Additionally, immuno-compromised patients, patients with intravenous catheters, patients receiving broad spectrum antibiotics, patients on respirators or other inhalation therapy devices are the ones that are at high risk of contracting sepsis within the ICUs.
Which are the common sites of infection in patients that result in sepsis?
The common sites for infection in patients that might end up in sepsis include lungs in the form of pneumonia; urinary tract from pyelonephritis and the intestinal tract originating from intraabdominal abscess.
Can you give some statistics on mortality in patients with sepsis on the global front?
The number of deaths as a result of sepsis has been increasing ever since. The four major factors responsible for this rise in the incidence of sepsis are:
- Rise in the number of organ transplants and other surgical procedures that require suppressing the patient’s immune system
- Increase in the number of elderly people in the population
- Overuse of antibiotics to treat infectious illnesses, resulting in the development of drug-resistant bacteria.
It is commonly stated that two to 30 per cent of patients with severe sepsis will not survive, but this can vary enormously with as many as 70 per cent of patients in resource-limited countries dying.
Can you tell us about your research in sepsis management?
My work and that of BD Diagnostics is involved with improved diagnostics – more rapid detection through improved blood culture technology of the bacteria and fungi responsible for sepsis, rapid identification of the pathogens with mass spectrometry, and rapid antimicrobial susceptibility test results to guide therapy with automated platforms such as the BD Phoenix system.

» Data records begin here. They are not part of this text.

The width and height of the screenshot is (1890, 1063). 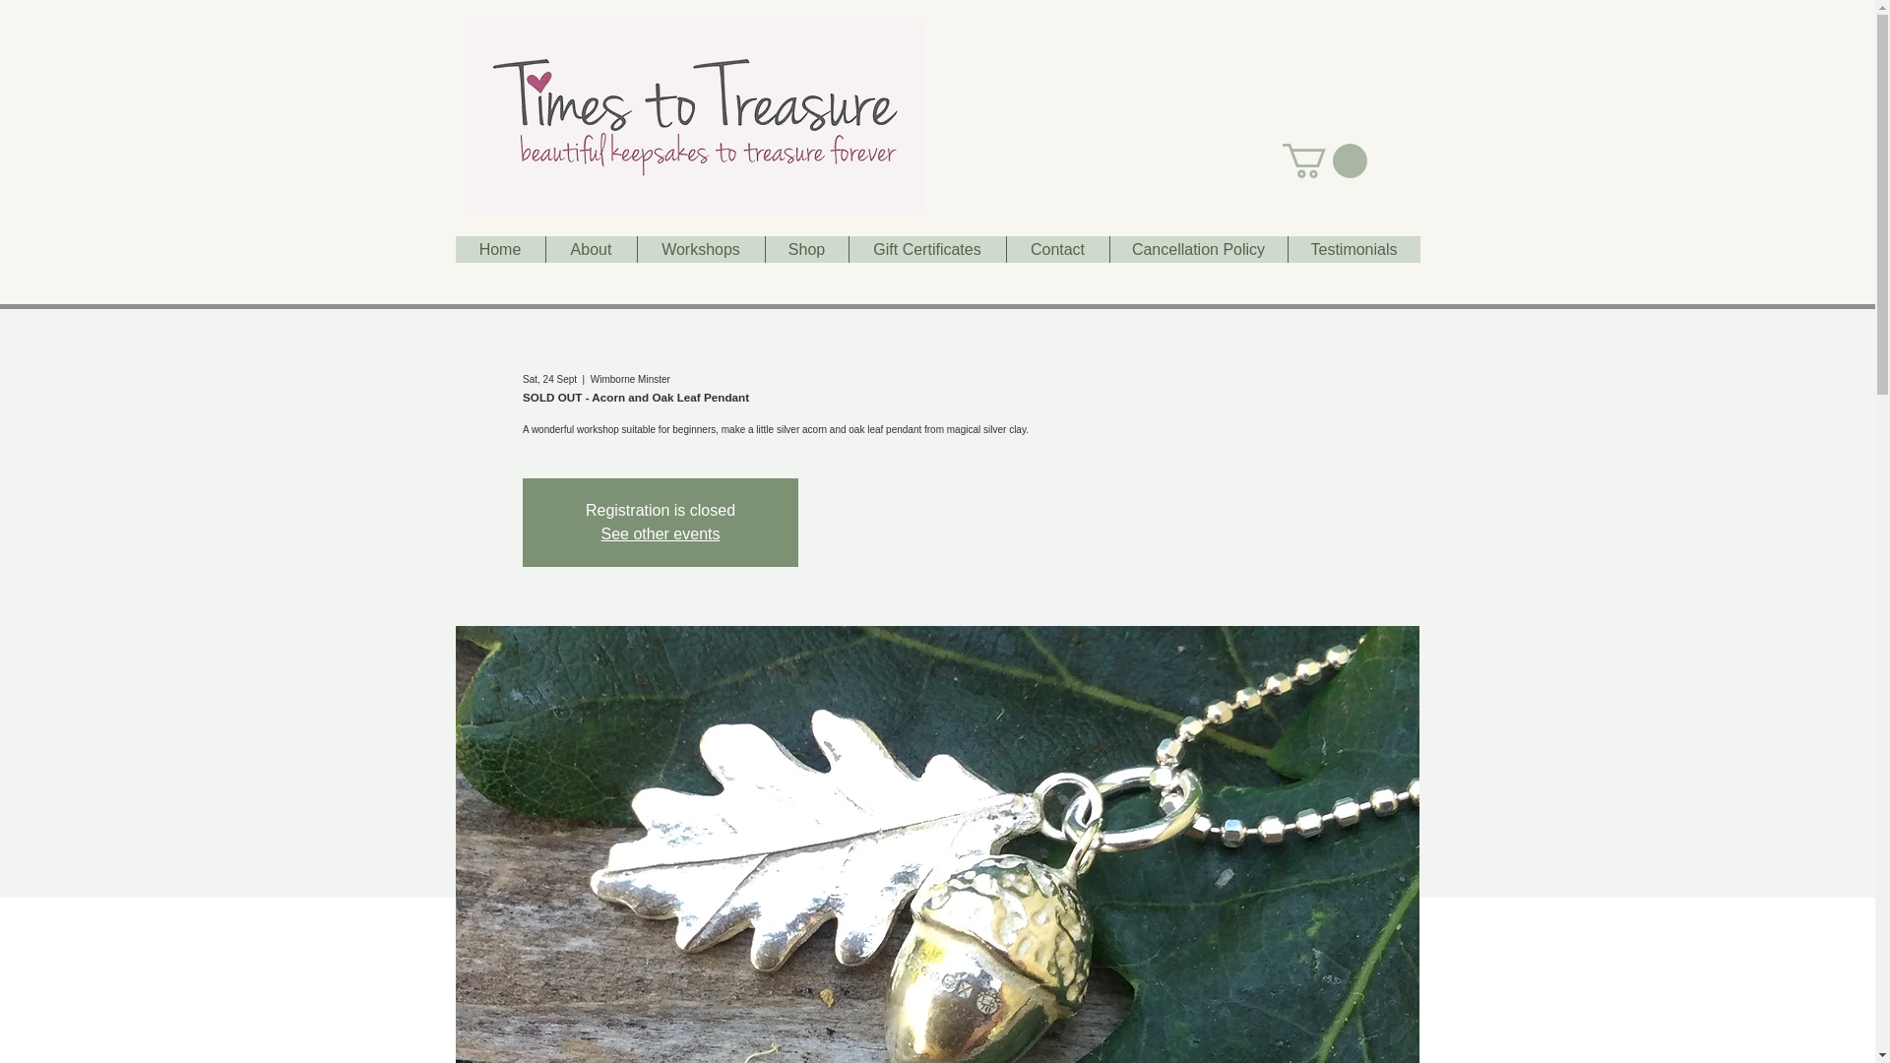 What do you see at coordinates (699, 248) in the screenshot?
I see `Workshops` at bounding box center [699, 248].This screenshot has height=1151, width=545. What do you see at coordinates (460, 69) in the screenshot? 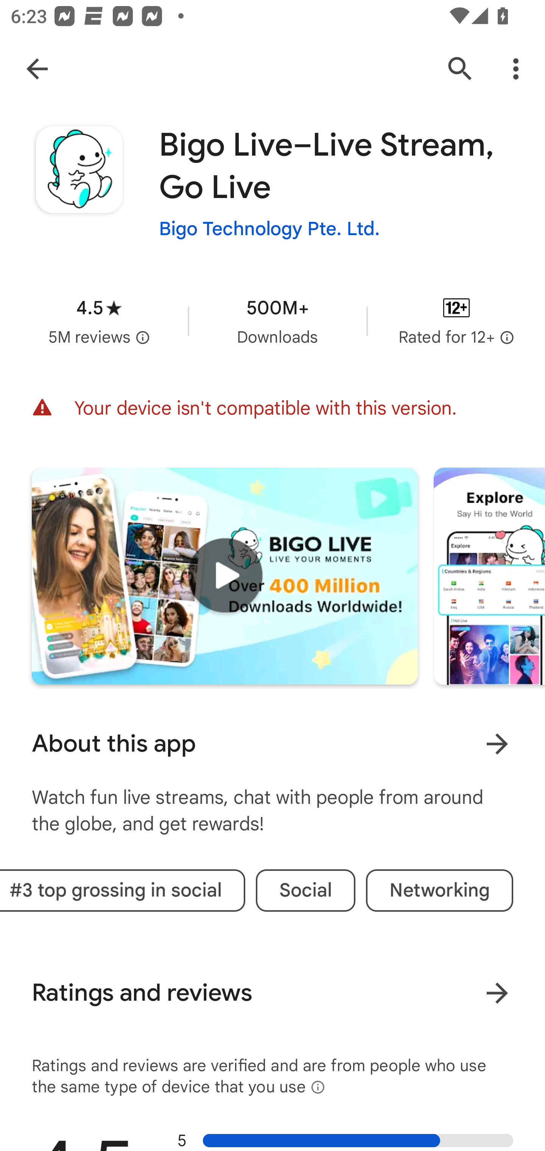
I see `Search Google Play` at bounding box center [460, 69].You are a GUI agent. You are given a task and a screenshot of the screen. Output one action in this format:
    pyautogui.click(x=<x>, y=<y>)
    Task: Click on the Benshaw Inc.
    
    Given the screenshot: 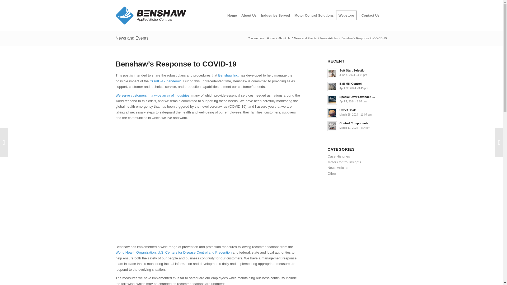 What is the action you would take?
    pyautogui.click(x=271, y=39)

How can hospitals help in reduction of sepsis cases within ICUs? And what precautions should hospitals take in this regard?
Hospitals should come up with defined policies to reduce the use of broad spectrum antibiotics; limit the use of intravenous catheters, urinary catheters and inhalation therapy. Also, they should implement standardised diagnostic and therapeutic approaches for the management of patients with suspected sepsis.